Community members and activists expressed anger and concern Monday to a Minnesota school board that reportedly has been using a sex ed program that asks straight students to role play gay and transgender relationships.
“This type of teaching has no place in our schools,” one speaker told the Richfield School Board, reported independent news outlet AlphaNews.
Another speaker alleged parents were not told about the graphic nature of the sex ed curriculum.
“Parents are intentionally being deceived and misled about what their children are being taught,” she said.
The K-12 comprehensive sex education (CSE) program, called 3Rs, for “rights, respect, responsibility,” was developed by Advocates for Youth, which bills the curriculum on its website as “honest, inclusive sex education for all students.”
The program teaches about gay sex, gender ideology, abortion, racial justice, and more, and utilizes visuals and role playing activities.
Advocates for Youth, which partners with Planned Parenthood, was confirmed by the Government Accountability Office (GAO) in 2015 to be using taxpayer funds to advocate for abortions as “reproductive care.”

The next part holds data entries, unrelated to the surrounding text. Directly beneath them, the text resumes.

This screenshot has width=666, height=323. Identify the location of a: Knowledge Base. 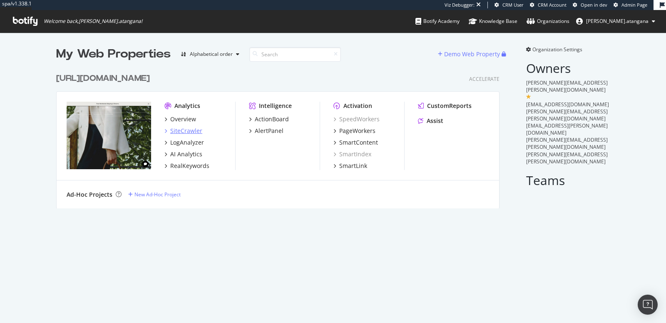
(493, 21).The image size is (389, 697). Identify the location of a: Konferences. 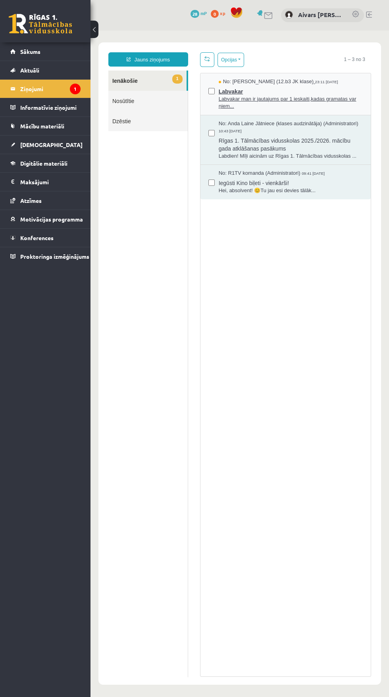
(45, 238).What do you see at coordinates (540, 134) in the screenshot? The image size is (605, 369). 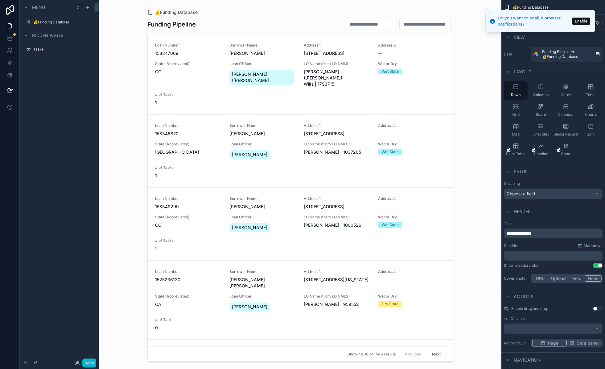 I see `span: Checklist` at bounding box center [540, 134].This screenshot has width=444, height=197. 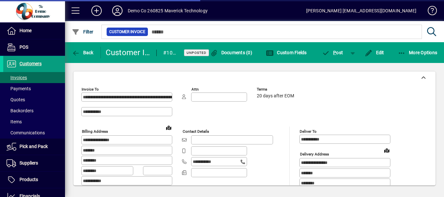 I want to click on button: Filter, so click(x=82, y=32).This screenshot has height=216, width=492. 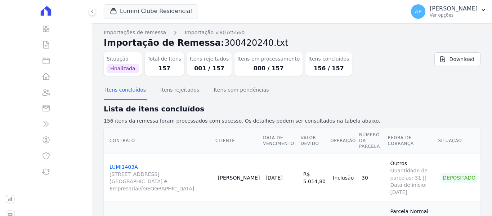 What do you see at coordinates (344, 140) in the screenshot?
I see `th: Operação` at bounding box center [344, 140].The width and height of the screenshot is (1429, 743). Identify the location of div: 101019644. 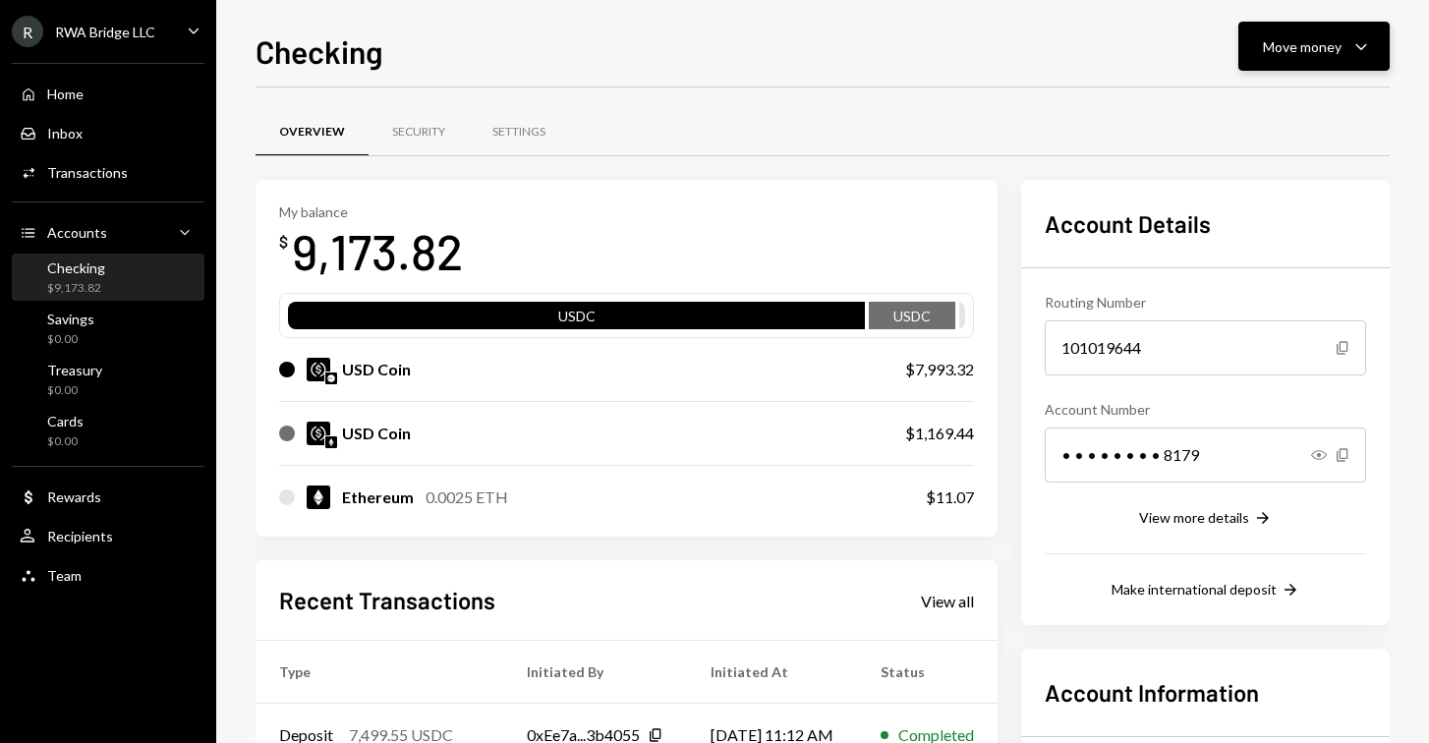
(1205, 348).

3Rs teaches from the perspective of gender ideology. A lesson for kindergartners instructs teachers to refer to a woman as “a person with a vulva.”
An elementary level supplemental lesson plan is titled “Thinking Outside the (Gender) Box,” and states it aims to “help upper elementary students understand the basic definitions related to gender identity and gender expression.”

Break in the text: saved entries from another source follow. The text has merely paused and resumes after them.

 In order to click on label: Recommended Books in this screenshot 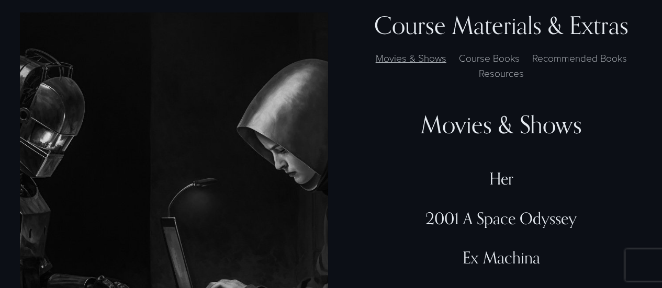, I will do `click(580, 58)`.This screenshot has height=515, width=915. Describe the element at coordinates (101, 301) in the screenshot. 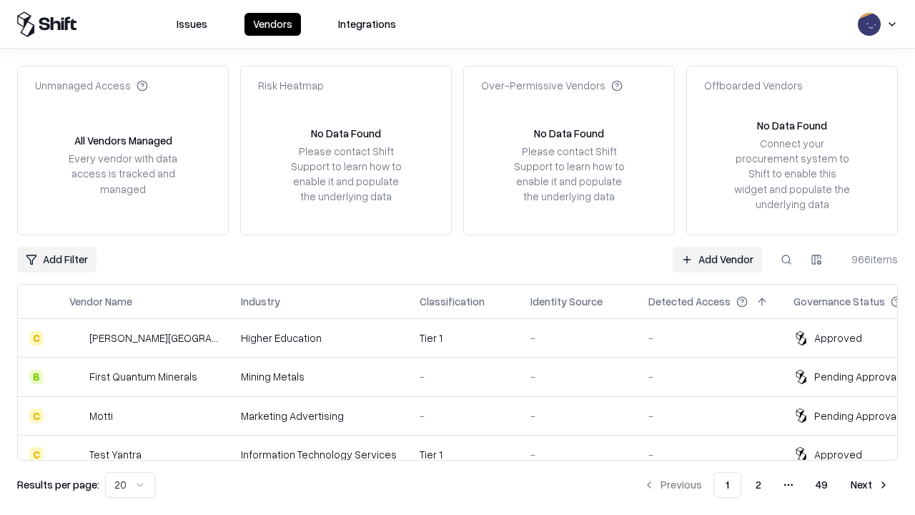

I see `div: Vendor Name` at that location.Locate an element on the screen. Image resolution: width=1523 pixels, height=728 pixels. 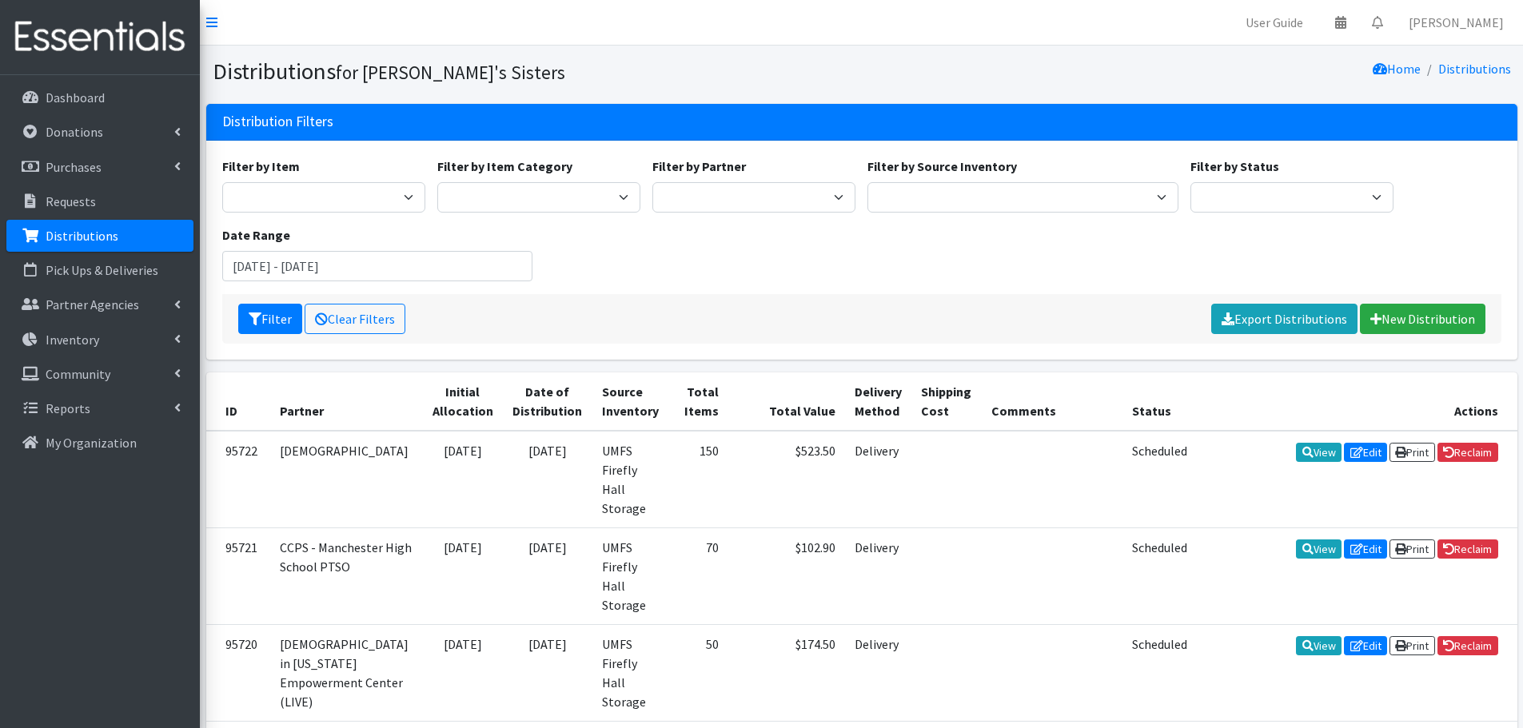
p: Reports is located at coordinates (68, 408).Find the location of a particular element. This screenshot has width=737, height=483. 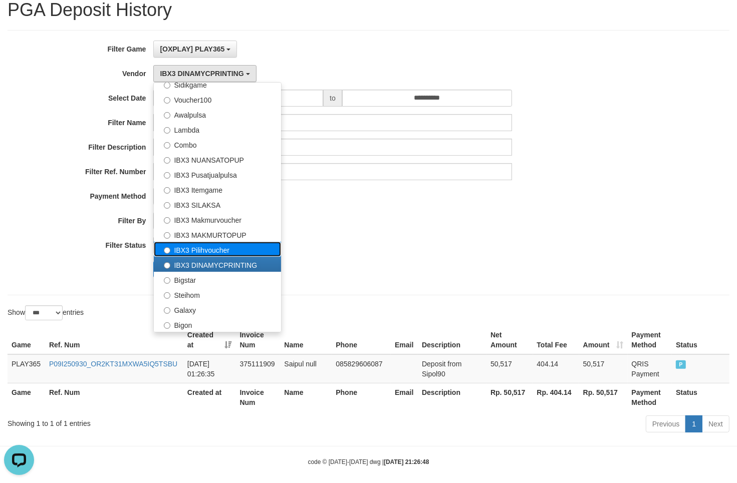

th: Total Fee is located at coordinates (556, 340).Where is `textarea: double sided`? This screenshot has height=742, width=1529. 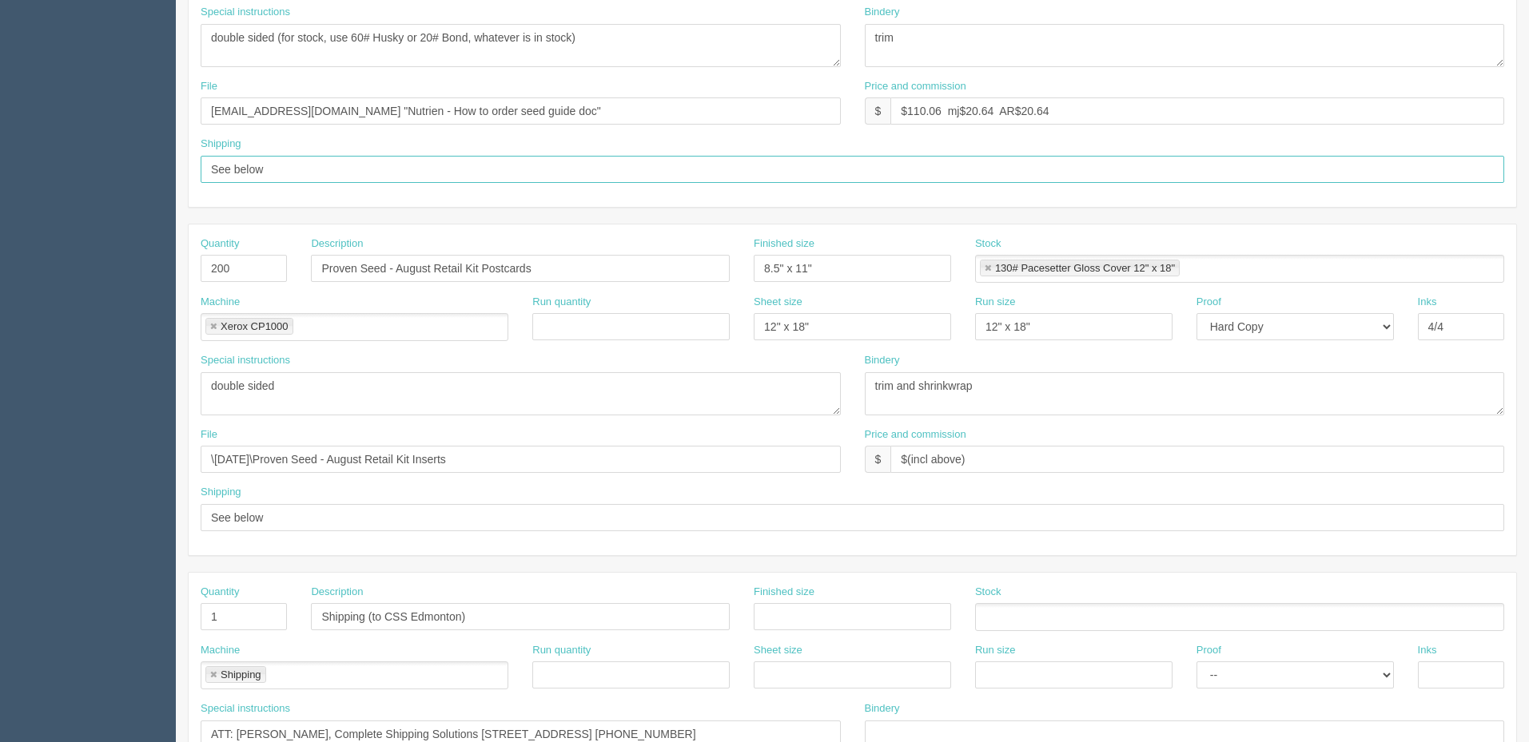
textarea: double sided is located at coordinates (520, 394).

AlphaNews provided the following report on the role play activities:
In one series of lessons, 3Rs asks students to role play through various relationship scenarios as part of education on consent and violence prevention.
These scenarios ask students to pair up, pretend they are in gay or lesbian relationships and navigate the process of deciding whether or not to have sex. One activity in the curriculum directs a male student to pretend his name is “Morgan,” a boy who is “very active” in his school’s LGBTQ club, while another student pretends to be “Terence,” a closet homosexual who wants to have sex with Morgan. In this scenario, Morgan plans a secret rendezvous and the two role-playing students are asked to “make a decision about whether to have sex.”

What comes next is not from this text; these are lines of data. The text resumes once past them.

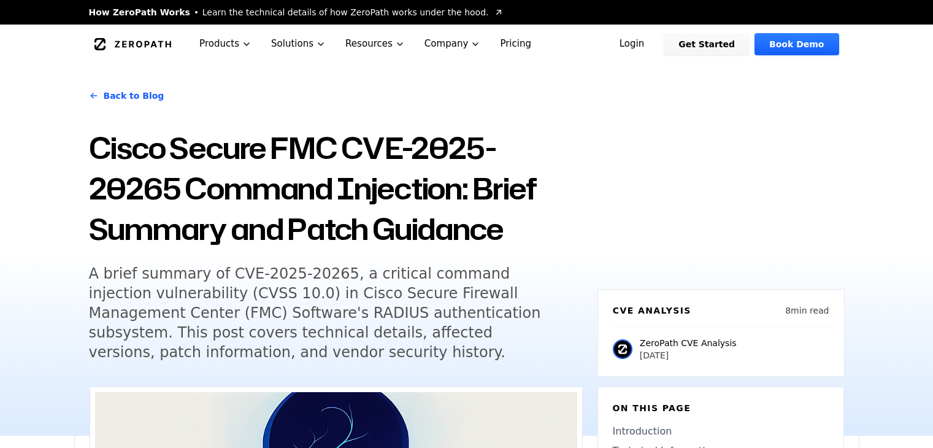 This screenshot has width=933, height=448. Describe the element at coordinates (796, 44) in the screenshot. I see `a: Book Demo` at that location. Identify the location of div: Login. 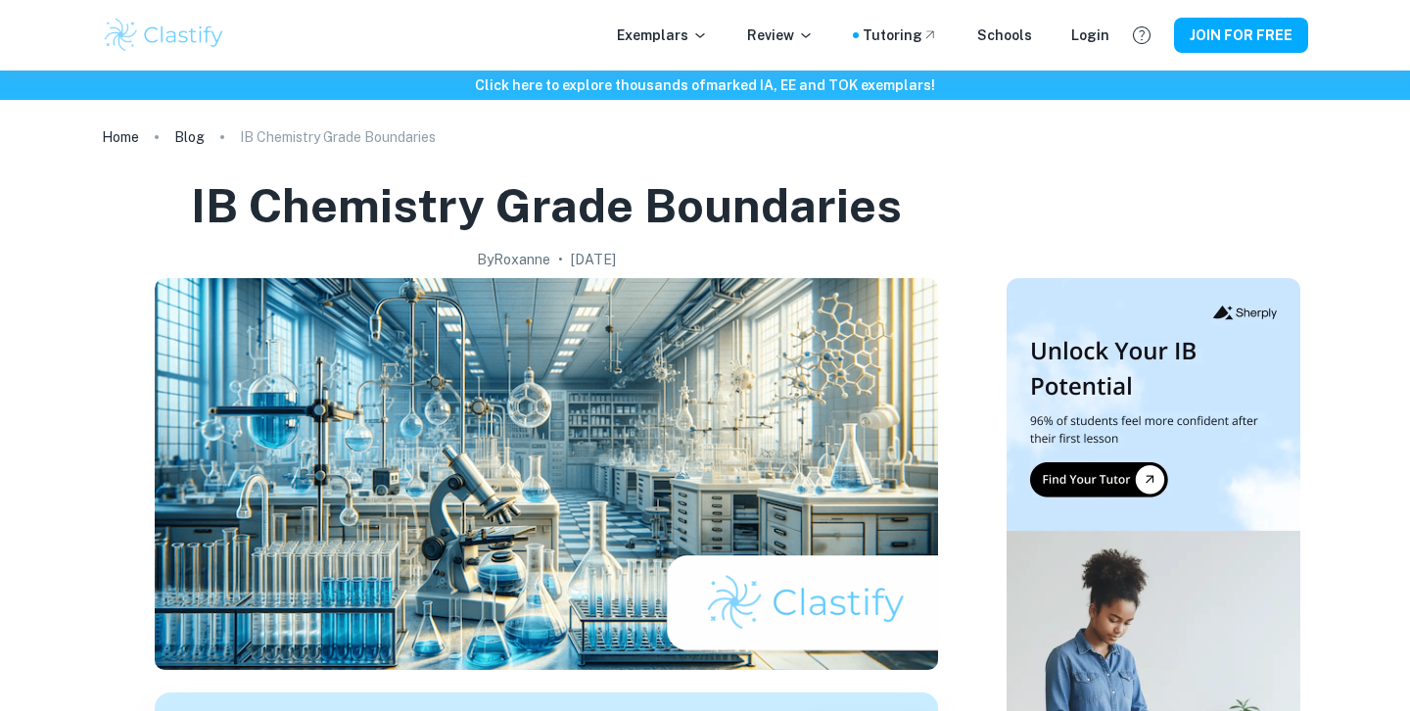
(1090, 35).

In another scenario, students are asked to pretend they are transgender and “make a decision” about having sex with a woman.
The program notes to teachers that heterosexual boys may display a “a homophobic response” to being asked to engage in gay role playing.
The curriculum states:
Should this happen in your class, it’s important to stop what you are doing, notice the interaction, and ask for the class members to reflect on what’s happening and why. Direct the students back to your class ground rules — and reinforce the agreement to be respectful — and that making homophobic comments is not respectful.
The topic of anal sex for grades K-5 is raised in the context of HIV/AIDS prevention. For children in the upper grades, however, anal sex is listed, with vaginal and oral sex, as another routine option for sexual intimacy.
One middle school level supplemental lesson plan in 3Rs sex ed teaches pre-teens “understanding how racism impacts sexual health and wellness – particularly for racialized people – is paramount to providing inclusive and affirming sex education.”
“Sex education has a history of centering white, cisgender, heterosexual people, which can promote harm and/or erasure of everyone else,” the curriculum states.
Middle schoolers are taught about “condoms and birth control” in Lesson 9, and in a supplemental lesson learn about “sex trafficking.”
A group called “Stop CSE” has compiled a summary of the 3Rs’ content.
Julie Quist, a Child Protection League board member, told the Richfield school board, “Programs like 3Rs are not effective.”
Quist elaborated:
The Institute for Research and Evaluation conducted a comprehensive study on the effectiveness of programs such as this. Out of 60 school-based studies, no credible evidence of effectiveness was found for sustained reductions in teen pregnancy or STDs. There was no evidence of effectiveness for increasing consistent condom use. Failure rates included 88% failure to delay teen sexual initiation and 94% failure to reduce unprotected sex. 12% of these programs found significant negative effects on adolescent sexual health and/or risk behavior.
“Claims that explicit sex education has been proven effective are not supported by the evidence,” Quist stated.
AlphaNews reported Richfield Board of Education Chairman Timothy Pollis responded to the concerns at the meeting by stating, “The board does not actually know all the details of our curriculum; I think I can say that with confidence.”
He stated nevertheless that all the content is “age appropriate” and was selected “in partnership with parents and guardians.”
Breitbart News also reached out to Pollis for comment on the sex ed curriculum and is awaiting his response.